Sovaldi is definitely supplying a need. Three million to four million Americans, mostly baby boomers, may have hepatitis C, a liver disease that causes cirrhosis, or scarring of the liver, and liver cancer, though usually not for decades after the infection occurs. Contagious, it is caused by a virus, and estimated to infect up to four million Americans, with more than 350,000 dying annually from hepatitis C-related liver disease.

Currently hepatitis C can be cured ( less than than 50 percent success rate) in some patients with an antiviral therapy, but the treatment is both difficult to administer (daily injectable) and results in debilitating flu-like side effects that can prevent a patient from fully functioning, even from working.

Sovaldi, on the other hand, is a pill and has been shown to have vastly fewer side effects than the interferon therapies. And yet, the extremely high cost is putting tremendous pressure on a variety of stakeholders including patients, insurers, state Medicaid programs, and the Department of Veterans Affairs and prison systems.

United Health Group, one of the largest insurers, said last week that its first-quarter earnings had declined in part because it had spent more than $100 million on hepatitis C treatments, including Sovaldi, far more than it expected, according to the Wall Street Journal.

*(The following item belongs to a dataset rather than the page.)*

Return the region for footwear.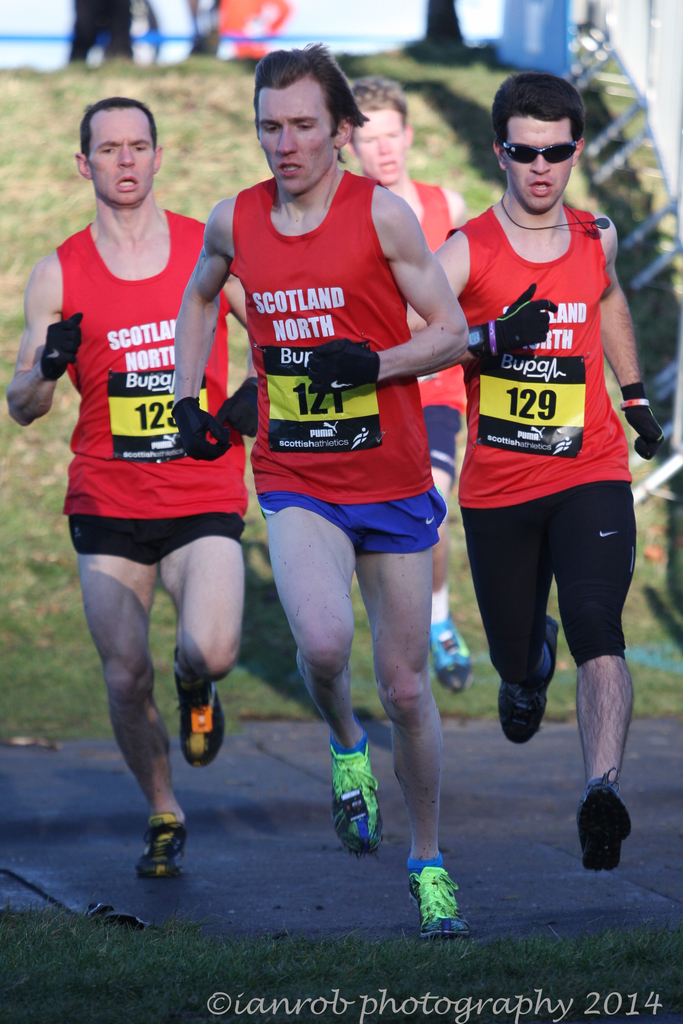
rect(176, 665, 229, 770).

Gilead defends the price, saying Sovaldi can save the health system money overall.

“First and foremost, the value of a cure, I tend to think, is underestimated in terms of the overall advantage that the health care system receives from it,” John F. Milligan, chief operating officer of Gilead, said on a conference call with analysts Tuesday.

So, what’s the solution? Hold off treatment suggests some organization until your condition becomes dire. But how can you tell what’s dire, especially given it’s a liver disease and difficult to track.

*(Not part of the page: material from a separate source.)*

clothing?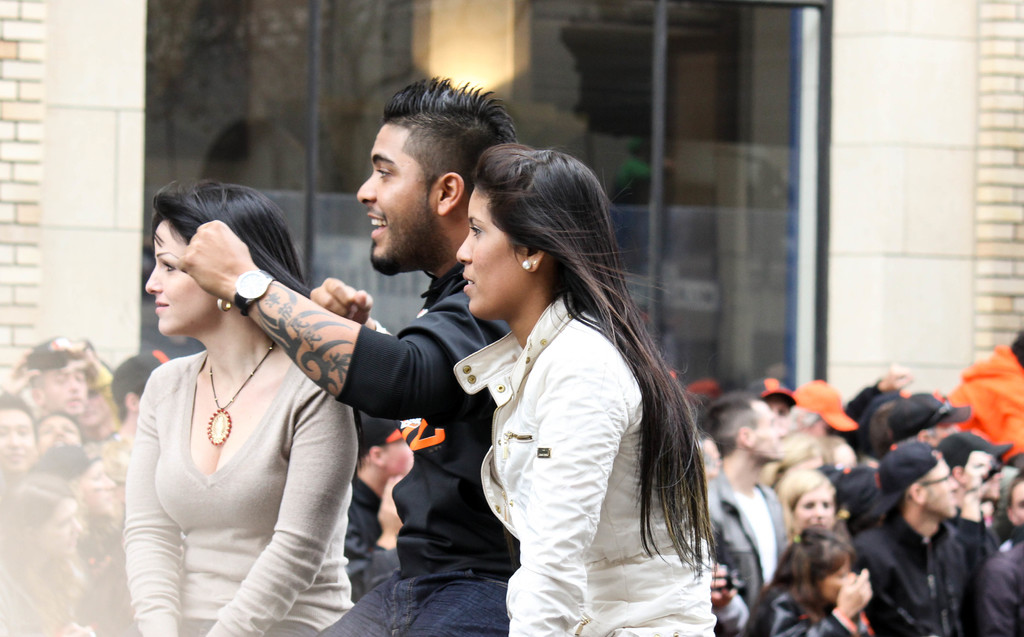
428, 228, 733, 614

Determining how far liver disease has progressed is not an exact science, and hepatitis C may worsen more quickly than expected. There is evidence patients have a better chance of curing the disease the less time they’ve been infected. And there isn’t any guarantee that the new generation of medications, (other than Sovaldi) not yet been approved by federal regulators, won’t suffer setbacks. Last year, for instance, Bristol-Myers Squibb Co. BMY -0.18% scrapped development of a once-promising hepatitis C treatment after serious safety issues emerged in testing.

The advantage of treating early stages of the virus is to prevent scaring of the liver. “If cost were not a factor, we would want to treat the entire population,” said Dr. Rena Fox, a professor of medicine at the University of California, San Francisco. She said it was frustrating that “we finally get this great treatment and then we withhold it.”

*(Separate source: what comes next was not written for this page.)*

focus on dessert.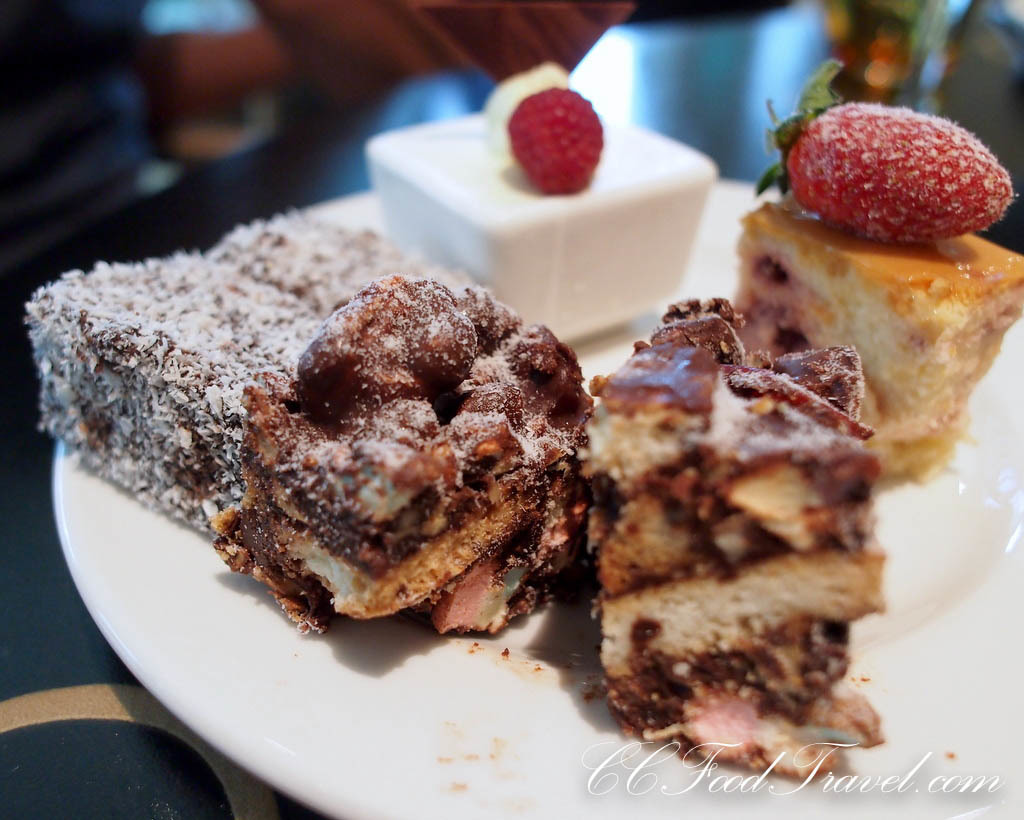
Focused at <bbox>20, 2, 1023, 783</bbox>.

On the other hand, “With certain types of patients who have mild disease, I think it’s reasonable to defer treatment,” says Ira M. Jacobson, a physician specializing in hepatitis C research and chief of the division of gastroenterology and hepatology at Weill Cornell Medical College in New York. He estimates at least half of his hepatitis C patients are currently being “warehoused,” a term that refers to patients deferring treatment in hopes a better therapy comes along soon.

Doctors told the Wall Street Journal that they faced an ethical dilemma in advising people whether to wait to seek treatment for hepatitis C, especially if they are dealing with patients with mid-stage liver damage, “We’re constantly weighing whether to treat now to avoid problems downstream versus waiting for newer, easier and potentially better therapies a couple years from now,” says Donald M. Jensen, director of the Center for Liver Diseases at the University of Chicago Medical Center.

Dr. Sharon Levine, an executive at Kaiser Permanente criticized Gilead’s pricing, saying that if all of Kaiser’s members with hepatitis C were to be treated in a single year, “it would double our total drug budget for all of our nine million members nationally.”

That won’t happen because many people infected with the virus do not know they have it. And there is a limit to the capacity of doctors to treat patients. Gilead executives said on Tuesday that 30,000 people have tried the drug so far, leaving many more who haven’t. So the number of patients to be treated - and big sales for Sovaldi - may last years.